The Standard

Atlas NZ Inc: we are (the) good guys

Written By: - Date published: 3:55 pm, January 21st, 2026 - No comments
Categories: atlas, books, liberalism, Politics, thinktank - Tags: ,


A prominent supporter of the Atlas Agenda in NZ has penned a passive-aggressive defence of his ideology masquerading as book review about populism. The book, apparently, paints populism as a grave danger. To what exactly, you might ask, and this is where the book review(ed) is vague and ambiguous using various terms/concepts such as ‘the state of the world’, ‘open society, democracy and the rule of law’, ‘free society’, ‘liberal society’, ‘civil society’, ‘liberal democracy’, ‘liberty’, and other more distantly related terms. In any case, I think it’s a red herring.

To give the book reviewer due respect and credit, I assume that he’s simply pining for a lost dream and ideals in the nostalgia of reading during a “summer break at the beach” and that he means well. However, good intentions don’t always lead to good outcomes. Nor does having no intentions. Without deep critical thinking and moral reflection, and even with good (the best) intentions, we can fall in [the trap of] thoughtlessness, intellectual obedience, and ideological compliance that, as Hannah Arendt argued, can lead to evil and malicious outcomes. A summer break is an ideal opportunity to review one’s dreams and ideals.

Anyway, getting back to the quasi-ideological renunciation of the executive director of the business-funded New Zealand Initiative think-tank, I see populism more as an outcome, or symptom, of neo-liberalism rather than a direct threat.
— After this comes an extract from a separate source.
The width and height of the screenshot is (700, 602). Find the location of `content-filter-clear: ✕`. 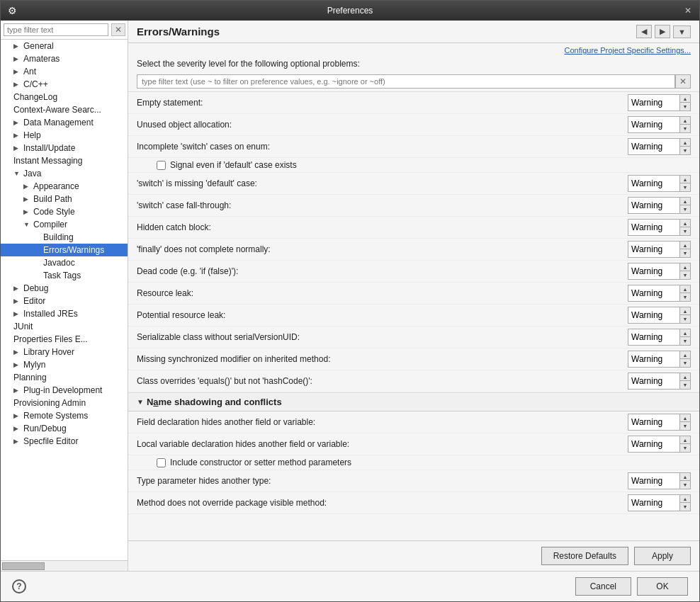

In my view, populism can be seen as a political extension of marketing merit and meritocracy that are held high in the Atlas banner as well as by many strongman populists and elitists. Encouraging merit has merit, of course, but taken too far, without ethical reasoning and moral constraint, it comes at the expense of the weak, the vulnerable, and the less popular & desirable (and less valuable and admirable?) members of our society and even results in the exploitation of their weakness (and of the defenceless environment and the commons).



Many ideologies look good and even appealing, on paper. Where they all show their less attractive sides is up-close and in practice and when applied in and to real life. This is neither the fault of the people, of the people who’re trying to implement such ideologies, nor of states or (democratically elected) governments sitting in the way, but because of a somewhat perverted combination of ideological shortcomings and reality’s constraints. Extrapolating my understanding of Popper’s ideas on science and the scientific method to political and socio-economic contexts is that such ideologies should be rejected and replaced with others rather than be tweaked ad nauseam akin trying to squeeze blood out of a stone.

In that light, the Atlas-affiliated intellectual might do better if he were to redirect his intellectual and political efforts (aka propagating propaganda and lobbying) to finding (and funding) novel ways to approach the many wicked problems of modern times, some of which have been around for longer than the Mont Pelerin Society, and are, arguably, well overdue for some grunt and firepower. In a democracy that enjoys many hard-fought freedoms one would hope to have genuine robust public debate in good faith about fresh new approaches without baggage filled with ideological hangups and foolheartedly clinging on to and defending quasi-sacred concepts without (over-)due re-examination.

The latter refers to the call of the book reviewer (and presumable also of the book’s author) to include, defend, and strengthen/improve ‘liberal institutions’ by which he means, presumably, his own think-tank, the book’s author’s think-tank, the Mont Pelerin Society, and the very many other right-wing think-tanks that form an integral part of the global Atlas Network that has now firmly rooted itself in NZ politics and the coalition government. My dream is if the election campaign this year were to be a part of such honest public debate and I’ll watch with interest what part the NZ Atlas associates choose to play.